Now they will know us. Now we will rise up." Switching to Spanish, the
rappers then sing of how "the revolution has started, against the system
and the state." The rappers, belonging to groups with names that translate
as, for example, Insane Race, the Lyrical Urban Movement and the
Clandestines, often mix Aymara with their Spanish. Their songs combine a
strong love of their country with a deep resentment toward those who have
oppressed and exploited it, whether insiders or outsiders.

"Proud to be born in my Bolivia," goes one song by Lyrical Urban Movement,
"though a land wounded by oppressors who call themselves defenders of my
land." In "The People Do Not Fall," written by Mr. Bojrquez and performed
by his two-man rap group, Ukamau y Ke, whose nearly untranslatable name
means, literally, "like it is and what," the lyrics seek to capture the
violence to which indigenous protesters have been subjected. It heaps
scorn on the former president, Mr. Snchez de Lozada, widely known by his
nickname, Goni, and condemns the state for selling Bolivia's natural gas.

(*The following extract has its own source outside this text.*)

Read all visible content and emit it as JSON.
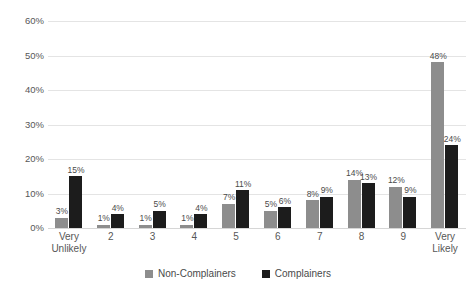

"Goni, inept, the people ask for gas; the people ask for peace," the
lyrics go. "Goni, understand, the gas is not for sale, because the people
depend on democracy - they demand their rights." Another song, "Blessed
People," by the Clandestines, captures the fighting spirit of a
downtrodden Indian community. "Blessed people wounded; how many times have
you fallen?" the Clandestines wrote. "But I never leave; I live where I
love. I survive. I say what I think, what I am. It's cold;  the streets
are with me."

With little money and virtually no experience with commercial music, the
rappers in El Alto get their rap out through a cutting-edge radio station,
Wayna Tambo, which also serves as a youth center. On their radio show,
"Rincn Callejero," or "The Street Corner," the rappers play their music,
interview players in El Alto's budding hip-hop culture, talk politics and
ham it up. The one CD the rappers recorded, called "Wayna Rap," sells
robustly on the streets of El Alto, pirated by the hundreds - just as the
rappers like. "I do not live off hip-hop, and I did not plan to," said
Grover Canaviri, 23, who sings for the Clandestines. "I do not care if my
music is pirated. The money is not important. What we want is to send out
our lyrics so they can influence."

Still, the rappers hope to record professionally, something Abraham
Bojrquez is on his way to doing with one of Bolivia's foremost musicians,
lvaro Montenegro. "The music is very left, almost from the 70's, an
institutional left, but at the same time it sounds fresh, like original
Bolivian music," said Mr.  Montenegro, who first met the rappers while
teaching music to young people at Wayna Tambo.

Mr. Montenegro says the rappers need to shed some of the North American
flavor in their rap and incorporate Bolivian touches, like using highland
wind instruments as background music. The rappers say they are open to
suggestions, but they explain that it was easy to find inspiration, and
style, for their music from black urban America. "We're also discriminated
against for being dark, for not having money,"  said Rodolfo Quisbert, 19.
"That's why we like hip-hop."

Life in El Alto is hard. People live in drab adobe or cinder-block homes.
There is no heat to ward off the frigid winds that whip off snow-capped
mountains. Most people work in Bolivia's informal economy, selling what
they can on the streets. Crime and infant mortality are common. "We grew
up with nothing to eat, a breakfast with just chuo," a type of
freeze-dried potato, Mr. Canaviri said. "We didn't even know what lunch
was."

A life filled with hardship, though, yields a rich harvest of material. "I
say what I see, what I feel, what I think, the thinking of the people
here," Mr. Canaviri said. "I put all of that in my lyrics."